Philip Seymour Hoffman was named Best Actor for
Capote, and Reese Witherspoon won as Best Actress
for Walk the Line. Thandie Newton won as Best
Supporting Actress in Crash.
James Schamus,
who produced Brokeback with cowriter Ossana,
noted that it is a "gay shepherd movie" and not a gay
cowboy movie. He thanked Focus Features and his "chief
shepherd Ang Lee" for putting the movie together, and
described producing Brokeback as "the greatest
professional part of my life." Lee told the gathered
press that after The Hulk he had been very stressed.

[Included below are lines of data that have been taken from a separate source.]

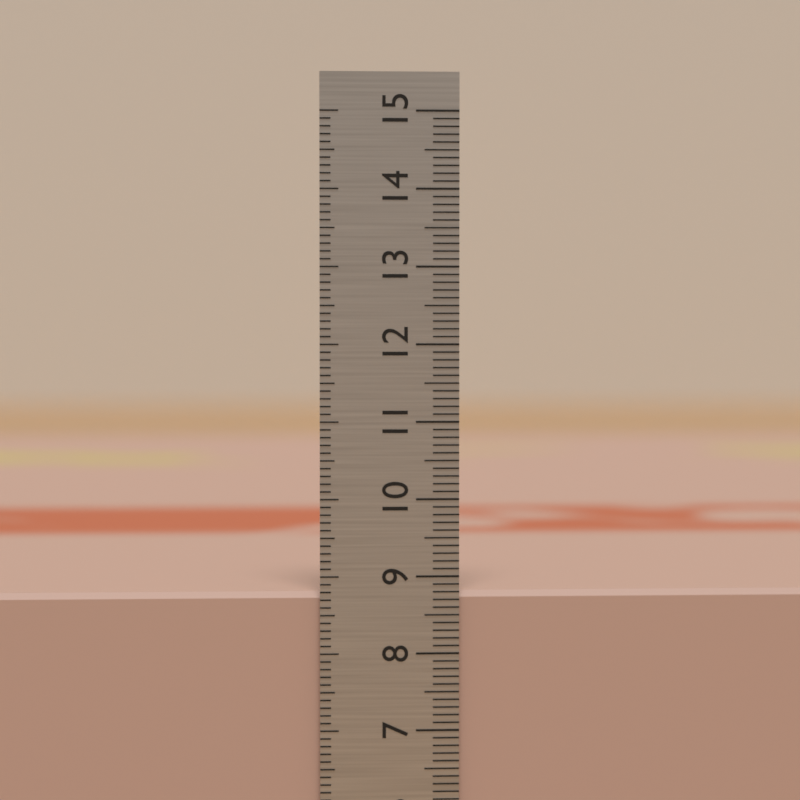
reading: 8.8 cm
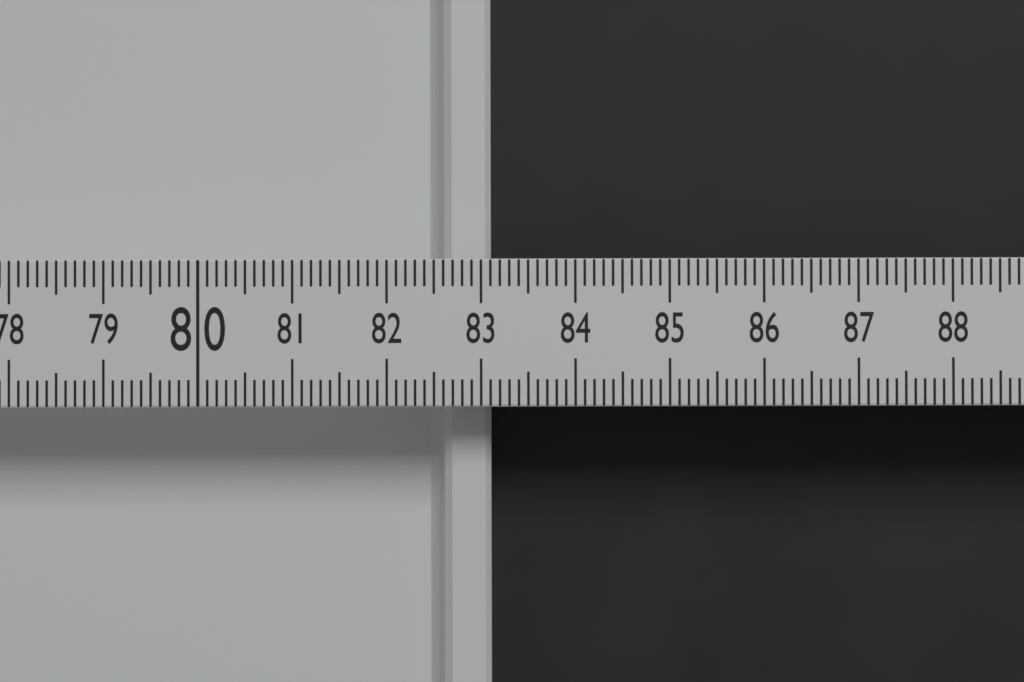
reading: 83.1 (no unit)
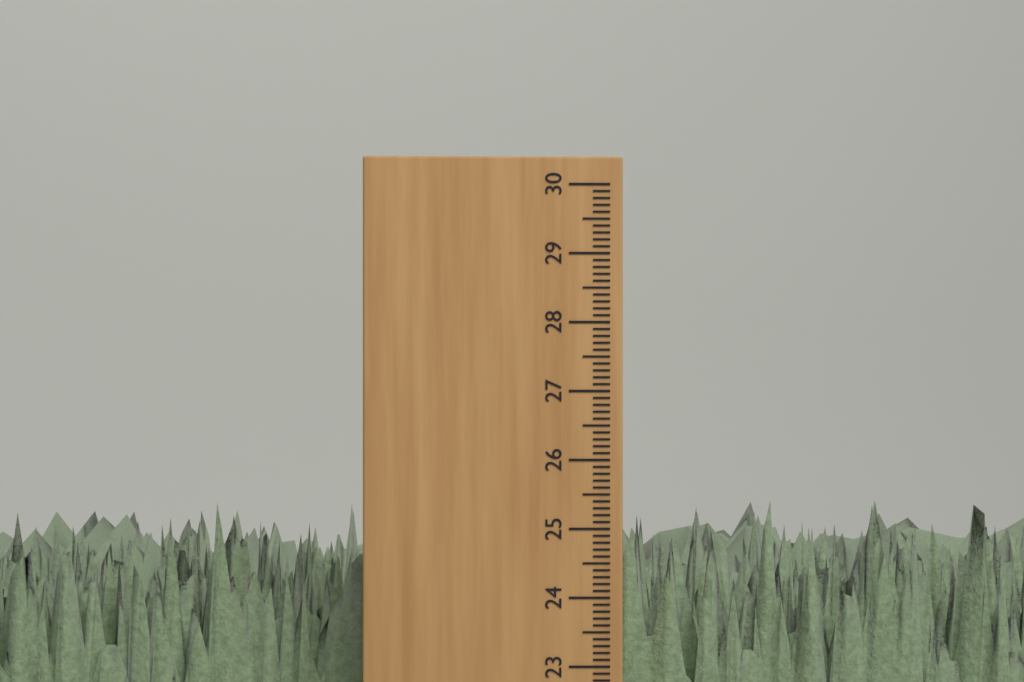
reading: 25.4 cm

He also thanked the film's backers for giving a
Taiwanese-American director the opportunity to make
such a film.
Gyllenhaal
described backstage just how "amazed" he was to secure
the award. "This film has made a social impression on me,
and it has already had a political impact," Gyllenhaal
said.
Nick Park's
Wallace & Gromit: The Curse of the
Were-Rabbit secured the Alexander Korda Award for
Outstanding British Film of the Year, marking the
first time an animated film won the prize. In the
event's other exclusively British category, the Carl Foreman
award for Special Achievement by a Director, Producer,
or Writer in a First Feature went to director Joe
Wright for Pride and Prejudice. Wright
pointedly said it was an oversight by the British
Academy that his film's female lead, Keira Knightley, had
been overlooked for a nomination.
The winner of
this year's award for Non-English Language Movie was De
Battre Mon Coeur S'est Arrête (The Beat That
My Heart Skipped), directed by Jacques
Audiard. Richard Attenborough presented retired
Oscar-winning film producer David Puttnam (Chariots
of Fire, The Killing Fields, The Mission) with
the academy's highest accolade, the Academy
Fellowship. Puttnam had the auditorium in tears with a
tribute to his father and said backstage that he would
be unlikely to return to film but "would like to
revisit documentaries," where he started.
The Orange
British Academy Film Awards, hosted for the sixth time by
openly gay humorist Stephen Fry, were telecast live Sunday
night on BBC One. Orange is a cellular phone company.